Emily Lakdawalla • Nov 18, 2011
Book Review: Atlas of the Galilean Satellites, by Paul Schenk
Not many subjects remain for which it is possible to assemble everything that we know about it in one book. Even for those subjects for which our knowledge is limited, knowledge seems always to be expanding exponentially. This is not true, however, for the Galilean satellites of Jupiter. They were discovered four centuries ago, first visited four decades ago, last visited one decade ago, and not likely to be studied in situ for at least another decade. So it is presently possible for someone to sit down, take stock of all the available data, and produce a compendium of every image we have of the surfaces of the moons Io, Europa, Ganymede, and Callisto. Fortunately for the rest of us, planetary scientist and deep-sea diver Paul Schenk was crazy enough to take up that task. This book will very likely be the last word in the mapping of the Galilean satellites until we finally get another flagship mission up there to study them again.
It's called an "Atlas" and it is certainly chock-full of maps but it's much more than that. The text that Paul has written is both informative and funny, replete with mentions of really, really obscure pop culture references to Jupiter's moons. He not only knows his stuff about the moons, he was involved in all of the missions that explored them; he began his academic life as a student intern at JPL during the Voyager encounters with Jupiter, and has been studying the surfaces and the shapes of the solar system's icy moons ever since.
Paul's dry and occasionally dark sense of humor was often required during some of the more challenging episodes in the history of icy moon exploration. He laments what might have been, had Galileo's high-gain antenna functioned properly. But in this book he wrings every last drop out of what data there is. There are global maps aplenty. There are hundreds of local maps, in which Galileo's precious strips of high-resolution data are placed into local context (onto lower-resolution base maps) and then in regional context (the base maps' locations are outlined on mini quadrangle maps). Wherever there is Galileo NIMS infrared data (sadly, there isn't much), his maps place that into context as well. Every single one of the maps contains a caption that identifies the circumstances and the significance of each precious image. For instance, take the view of Thera Macula that I posted in yesterday's blog entry about "lakes" under Europa's chaos:
There are wonderful appendices. A 20-page Gazetteer identifies every image containing named features. Want to see all images of Doh crater on Ganymede? It shows up on two plates in the book. Another appendix provides index maps of all high-resolution images, so you can see where are the tiny areas seen by Galileo (and, less often, the Voyagers) in sharpest detail.
One cosmetic issue to mention: there was "some anomaly in the gluing process in some copies" of the book, causing the binding to fail and some pages to come apart. The publisher said they removed flawed copies but they're clearly still out there because I got one. I don't really mind -- in fact, it helps the book lie perfectly flat while I study it -- so I won't complain to the publisher, but if your copy will see heavy use and you get a badly glued one, contact [email protected] and they'll take care of the problem.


▶ **AIM OF THE EXERCISE**:
List each line of the data that holds the string "JSON".

##### DATA FOR THE TASK #####

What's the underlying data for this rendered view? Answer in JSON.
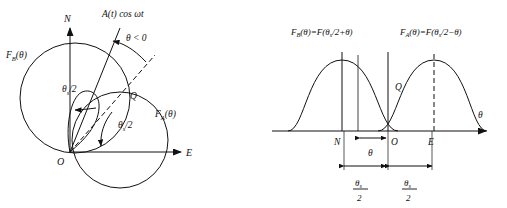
{
  "figure": {
    "title_hidden": "",
    "panels": [
      {
        "id": "left-panel",
        "kind": "polar-circle-diagram",
        "axes": {
          "vertical_label": "N",
          "horizontal_label": "E",
          "origin_label": "O"
        },
        "curves": [
          {
            "name": "circle-FB",
            "label": "F",
            "label_sub": "B",
            "label_arg": "(θ)"
          },
          {
            "name": "circle-FA",
            "label": "F",
            "label_sub": "A",
            "label_arg": "(θ)"
          }
        ],
        "annotations": {
          "signal_label": "A(t) cos ωt",
          "angle_condition": "θ < 0",
          "half_squint_upper": {
            "sym": "θ",
            "sub": "s",
            "rest": "/2"
          },
          "half_squint_lower": {
            "sym": "θ",
            "sub": "s",
            "rest": "/2"
          },
          "intersection_point": "Q"
        }
      },
      {
        "id": "right-panel",
        "kind": "cartesian-pattern-plot",
        "axis": {
          "x_label": "θ",
          "tick_labels": [
            "N",
            "O",
            "E"
          ]
        },
        "equations": [
          {
            "name": "FB-equation",
            "lhs_sym": "F",
            "lhs_sub": "B",
            "lhs_arg": "(θ)",
            "eq": "=",
            "rhs_head": "F(",
            "rhs_sym": "θ",
            "rhs_sub": "s",
            "rhs_tail": "/2+θ)"
          },
          {
            "name": "FA-equation",
            "lhs_sym": "F",
            "lhs_sub": "A",
            "lhs_arg": "(θ)",
            "eq": "=",
            "rhs_head": "F(",
            "rhs_sym": "θ",
            "rhs_sub": "s",
            "rhs_tail": "/2−θ)"
          }
        ],
        "annotations": {
          "intersection_point": "Q",
          "offset_label": "θ",
          "fraction_left": {
            "num_sym": "θ",
            "num_sub": "s",
            "den": "2"
          },
          "fraction_right": {
            "num_sym": "θ",
            "num_sub": "s",
            "den": "2"
          }
        }
      }
    ],
    "colors": {
      "stroke": "#111111",
      "background": "#ffffff"
    }
  }
}
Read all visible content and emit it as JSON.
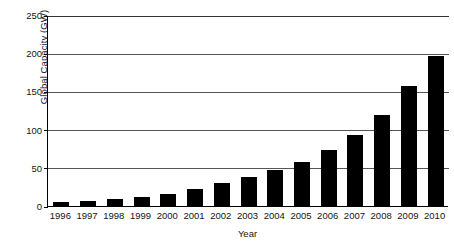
{
  "chart_data": {
    "type": "bar",
    "title": "",
    "subtitle": "",
    "xlabel": "Year",
    "ylabel": "Global Capacity (GW)",
    "categories": [
      "1996",
      "1997",
      "1998",
      "1999",
      "2000",
      "2001",
      "2002",
      "2003",
      "2004",
      "2005",
      "2006",
      "2007",
      "2008",
      "2009",
      "2010"
    ],
    "values": [
      6,
      7.5,
      10,
      13,
      17,
      24,
      31,
      39,
      48,
      59,
      74,
      94,
      121,
      159,
      198
    ],
    "series": [
      {
        "name": "Global Capacity (GW)",
        "values": [
          6,
          7.5,
          10,
          13,
          17,
          24,
          31,
          39,
          48,
          59,
          74,
          94,
          121,
          159,
          198
        ]
      }
    ],
    "ylim": [
      0,
      250
    ],
    "yticks": [
      0,
      50,
      100,
      150,
      200,
      250
    ],
    "ytick_labels": [
      "0",
      "50",
      "100",
      "150",
      "200",
      "250"
    ],
    "grid": true,
    "grid_axis": "y",
    "legend": false,
    "legend_position": "none",
    "bar_color": "#000000",
    "grid_color": "#555555",
    "axis_color": "#000000",
    "background_color": "#ffffff"
  }
}
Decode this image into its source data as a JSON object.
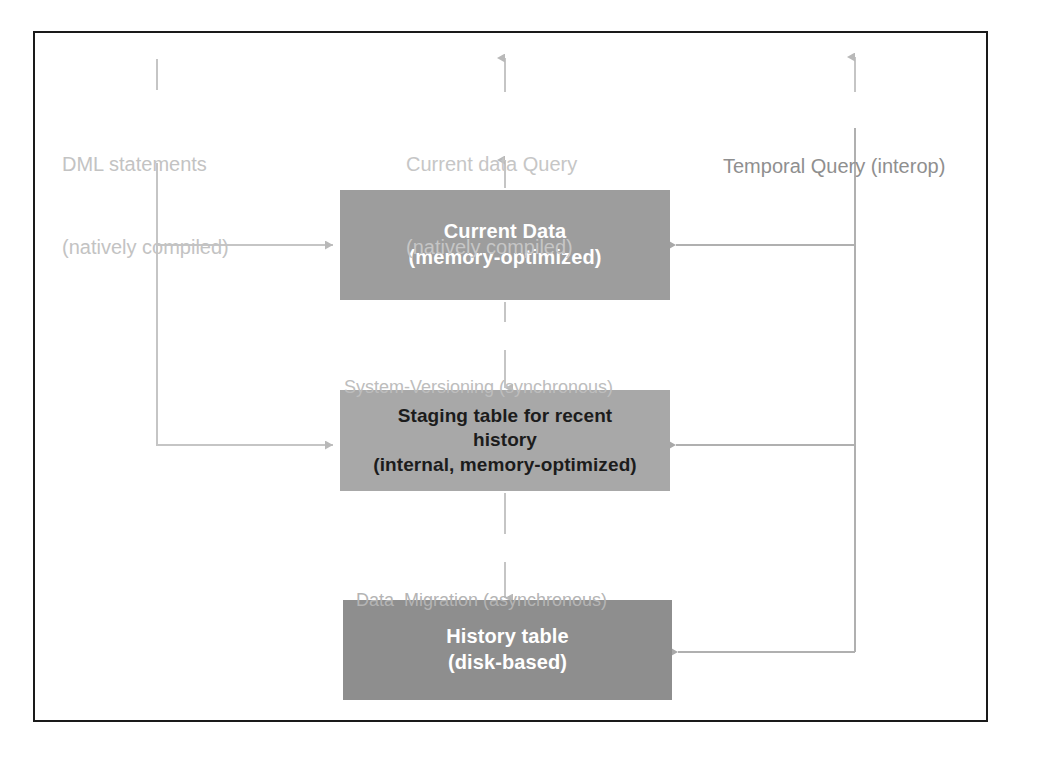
{
  "diagram": {
    "frame": {
      "border_color": "#1a1a1a"
    },
    "nodes": [
      {
        "id": "current",
        "name": "current-data-node",
        "line1": "Current Data",
        "line2": "(memory-optimized)",
        "fill": "#9d9d9d",
        "text_color": "#ffffff"
      },
      {
        "id": "staging",
        "name": "staging-table-node",
        "line1": "Staging table for recent",
        "line2": "history",
        "line3": "(internal, memory-optimized)",
        "fill": "#a8a8a8",
        "text_color": "#1c1c1c"
      },
      {
        "id": "history",
        "name": "history-table-node",
        "line1": "History table",
        "line2": "(disk-based)",
        "fill": "#8e8e8e",
        "text_color": "#ffffff"
      }
    ],
    "labels": {
      "dml": {
        "line1": "DML statements",
        "line2": "(natively compiled)",
        "color": "#c3c3c3"
      },
      "current_query": {
        "line1": "Current data Query",
        "line2": "(natively compiled)",
        "color": "#c6c6c6"
      },
      "temporal_query": {
        "line1": "Temporal Query (interop)",
        "color": "#8f8f8f"
      },
      "system_versioning": {
        "text": "System-Versioning (synchronous)",
        "color": "#bdbdbd"
      },
      "data_migration": {
        "text": "Data  Migration (asynchronous)",
        "color": "#b4b4b4"
      }
    },
    "connectors": [
      {
        "name": "dml-to-current-data",
        "from": "DML statements",
        "to": "Current Data",
        "direction": "right"
      },
      {
        "name": "dml-to-staging-table",
        "from": "DML statements",
        "to": "Staging table for recent history",
        "direction": "right"
      },
      {
        "name": "current-data-to-current-query",
        "from": "Current Data",
        "to": "Current data Query",
        "direction": "up"
      },
      {
        "name": "current-data-to-staging-table",
        "from": "Current Data",
        "to": "Staging table for recent history",
        "direction": "down"
      },
      {
        "name": "staging-table-to-history-table",
        "from": "Staging table for recent history",
        "to": "History table",
        "direction": "down"
      },
      {
        "name": "temporal-query-to-current-data",
        "from": "Temporal Query (interop)",
        "to": "Current Data",
        "direction": "left"
      },
      {
        "name": "temporal-query-to-staging-table",
        "from": "Temporal Query (interop)",
        "to": "Staging table for recent history",
        "direction": "left"
      },
      {
        "name": "temporal-query-to-history-table",
        "from": "Temporal Query (interop)",
        "to": "History table",
        "direction": "left"
      }
    ]
  }
}
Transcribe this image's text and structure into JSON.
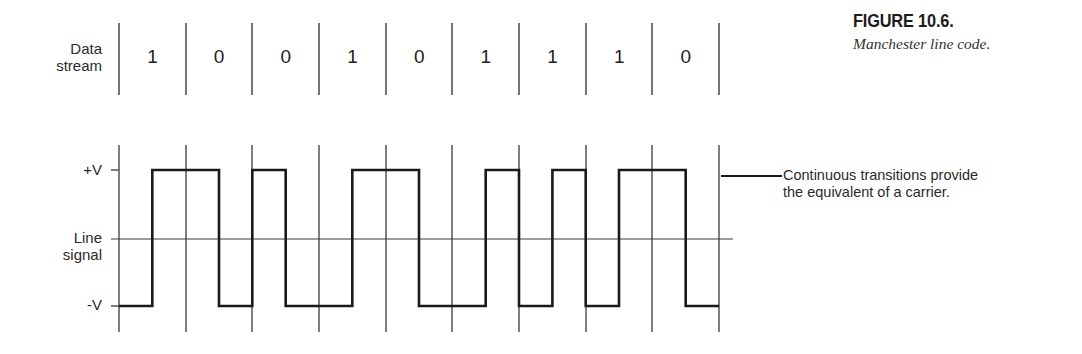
{
  "figure": {
    "number": "FIGURE 10.6.",
    "caption": "Manchester line code."
  },
  "data_stream": {
    "label_line1": "Data",
    "label_line2": "stream",
    "bits": [
      "1",
      "0",
      "0",
      "1",
      "0",
      "1",
      "1",
      "1",
      "0"
    ]
  },
  "line_signal": {
    "label_line1": "Line",
    "label_line2": "signal",
    "level_high": "+V",
    "level_low": "-V"
  },
  "callout": {
    "line1": "Continuous transitions provide",
    "line2": "the equivalent of a carrier."
  },
  "encoding": {
    "name": "Manchester",
    "rule": "1 = low-to-high transition at bit center; 0 = high-to-low transition at bit center"
  },
  "colors": {
    "ink": "#1a1a1a",
    "grid": "#3a3a3a",
    "background": "#ffffff"
  }
}
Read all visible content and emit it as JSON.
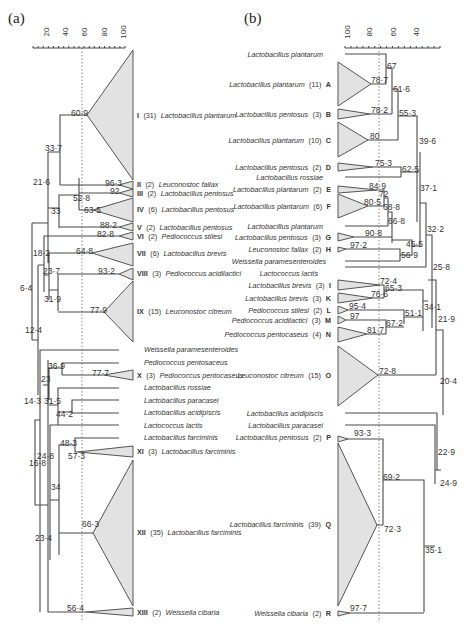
{
  "figure": {
    "panel_a_label": "(a)",
    "panel_b_label": "(b)"
  },
  "panel_a": {
    "axis": {
      "ticks": [
        "20",
        "40",
        "60",
        "80",
        "100"
      ],
      "cutoff_line": 60
    },
    "clusters": [
      {
        "numeral": "I",
        "count": "(31)",
        "name": "Lactobacillus plantarum",
        "node": "60·9"
      },
      {
        "numeral": "II",
        "count": "(2)",
        "name": "Leuconostoc fallax",
        "node": "96·3"
      },
      {
        "numeral": "III",
        "count": "(2)",
        "name": "Lactobacillus pentosus",
        "node": "92"
      },
      {
        "numeral": "IV",
        "count": "(6)",
        "name": "Lactobacillus pentosus",
        "node": "63·5"
      },
      {
        "numeral": "V",
        "count": "(2)",
        "name": "Lactobacillus pentosus",
        "node": "88·2"
      },
      {
        "numeral": "VI",
        "count": "(2)",
        "name": "Pediococcus stilesi",
        "node": "82·8"
      },
      {
        "numeral": "VII",
        "count": "(6)",
        "name": "Lactobacillus brevis",
        "node": "64·8"
      },
      {
        "numeral": "VIII",
        "count": "(3)",
        "name": "Pediococcus acidilactici",
        "node": "93·2"
      },
      {
        "numeral": "IX",
        "count": "(15)",
        "name": "Leuconostoc citreum",
        "node": "77·9"
      },
      {
        "numeral": "",
        "count": "",
        "name": "Weissella paramesenteroides",
        "node": ""
      },
      {
        "numeral": "",
        "count": "",
        "name": "Pediococcus pentosaceus",
        "node": ""
      },
      {
        "numeral": "X",
        "count": "(3)",
        "name": "Pediococcus pentocaseus",
        "node": "77·7"
      },
      {
        "numeral": "",
        "count": "",
        "name": "Lactobacillus rossiae",
        "node": ""
      },
      {
        "numeral": "",
        "count": "",
        "name": "Lactobacillus paracasei",
        "node": ""
      },
      {
        "numeral": "",
        "count": "",
        "name": "Lactobacillus acidipiscis",
        "node": ""
      },
      {
        "numeral": "",
        "count": "",
        "name": "Lactococcus lactis",
        "node": ""
      },
      {
        "numeral": "",
        "count": "",
        "name": "Lactobacillus farciminis",
        "node": ""
      },
      {
        "numeral": "XI",
        "count": "(3)",
        "name": "Lactobacillus farciminis",
        "node": "57·3"
      },
      {
        "numeral": "XII",
        "count": "(35)",
        "name": "Lactobacillus farciminis",
        "node": "66·3"
      },
      {
        "numeral": "XIII",
        "count": "(2)",
        "name": "Weissella cibaria",
        "node": "56·4"
      }
    ],
    "internal_nodes": [
      "33·7",
      "21·6",
      "52·8",
      "33",
      "18·2",
      "23·7",
      "31·9",
      "6·4",
      "12·4",
      "36·9",
      "23",
      "31·5",
      "44·2",
      "14·3",
      "48·3",
      "24·8",
      "16·8",
      "34",
      "23·4"
    ]
  },
  "panel_b": {
    "axis": {
      "ticks": [
        "100",
        "80",
        "60",
        "40"
      ],
      "cutoff_line": 80
    },
    "leaves": [
      {
        "name": "Lactobacillus plantarum",
        "count": "",
        "letter": "",
        "node": ""
      },
      {
        "name": "Lactobacillus plantarum",
        "count": "(11)",
        "letter": "A",
        "node": "78·7"
      },
      {
        "name": "Lactobacillus pentosus",
        "count": "(3)",
        "letter": "B",
        "node": "78·2"
      },
      {
        "name": "Lactobacillus plantarum",
        "count": "(10)",
        "letter": "C",
        "node": "80"
      },
      {
        "name": "Lactobacillus pentosus",
        "count": "(2)",
        "letter": "D",
        "node": "75·3"
      },
      {
        "name": "Lactobacillus rossiae",
        "count": "",
        "letter": "",
        "node": ""
      },
      {
        "name": "Lactobacillus plantarum",
        "count": "(2)",
        "letter": "E",
        "node": "84·9"
      },
      {
        "name": "Lactobacillus plantarum",
        "count": "(6)",
        "letter": "F",
        "node": "80·5"
      },
      {
        "name": "Lactobacillus plantarum",
        "count": "",
        "letter": "",
        "node": ""
      },
      {
        "name": "Lactobacillus pentosus",
        "count": "(3)",
        "letter": "G",
        "node": "90·8"
      },
      {
        "name": "Leuconostoc fallax",
        "count": "(2)",
        "letter": "H",
        "node": "97·2"
      },
      {
        "name": "Weissella paramesenteroides",
        "count": "",
        "letter": "",
        "node": ""
      },
      {
        "name": "Lactococcus lactis",
        "count": "",
        "letter": "",
        "node": ""
      },
      {
        "name": "Lactobacillus brevis",
        "count": "(3)",
        "letter": "I",
        "node": "72·4"
      },
      {
        "name": "Lactobacillus brevis",
        "count": "(3)",
        "letter": "K",
        "node": "76·6"
      },
      {
        "name": "Pediococcus stilesi",
        "count": "(2)",
        "letter": "L",
        "node": "95·4"
      },
      {
        "name": "Pediococcus acidilactici",
        "count": "(3)",
        "letter": "M",
        "node": "97"
      },
      {
        "name": "Pediococcus pentocaseus",
        "count": "(4)",
        "letter": "N",
        "node": "81·7"
      },
      {
        "name": "Leuconostoc citreum",
        "count": "(15)",
        "letter": "O",
        "node": "72·8"
      },
      {
        "name": "Lactobacillus acidipiscis",
        "count": "",
        "letter": "",
        "node": ""
      },
      {
        "name": "Lactobacillus paracasei",
        "count": "",
        "letter": "",
        "node": ""
      },
      {
        "name": "Lactobacillus pentosus",
        "count": "(2)",
        "letter": "P",
        "node": "93·3"
      },
      {
        "name": "Lactobacillus farciminis",
        "count": "(39)",
        "letter": "Q",
        "node": "72·3"
      },
      {
        "name": "Weissella cibaria",
        "count": "(2)",
        "letter": "R",
        "node": "97·7"
      }
    ],
    "internal_nodes": [
      "67",
      "61·6",
      "55·3",
      "39·6",
      "62·5",
      "72",
      "68·8",
      "66·8",
      "45·5",
      "56·9",
      "37·1",
      "32·2",
      "25·8",
      "65·3",
      "51·1",
      "67·2",
      "34·1",
      "21·9",
      "20·4",
      "69·2",
      "22·9",
      "24·9",
      "35·1"
    ]
  }
}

#####

▶ **SOLUTION FOR THIS PROBLEM**:
What's the underlying data for this rendered view? Answer in JSON.
Read all visible content and emit it as JSON.
Decode this image into its source data as a JSON object.
Transcribe this image's text and structure into JSON.
Read all visible content and emit it as JSON.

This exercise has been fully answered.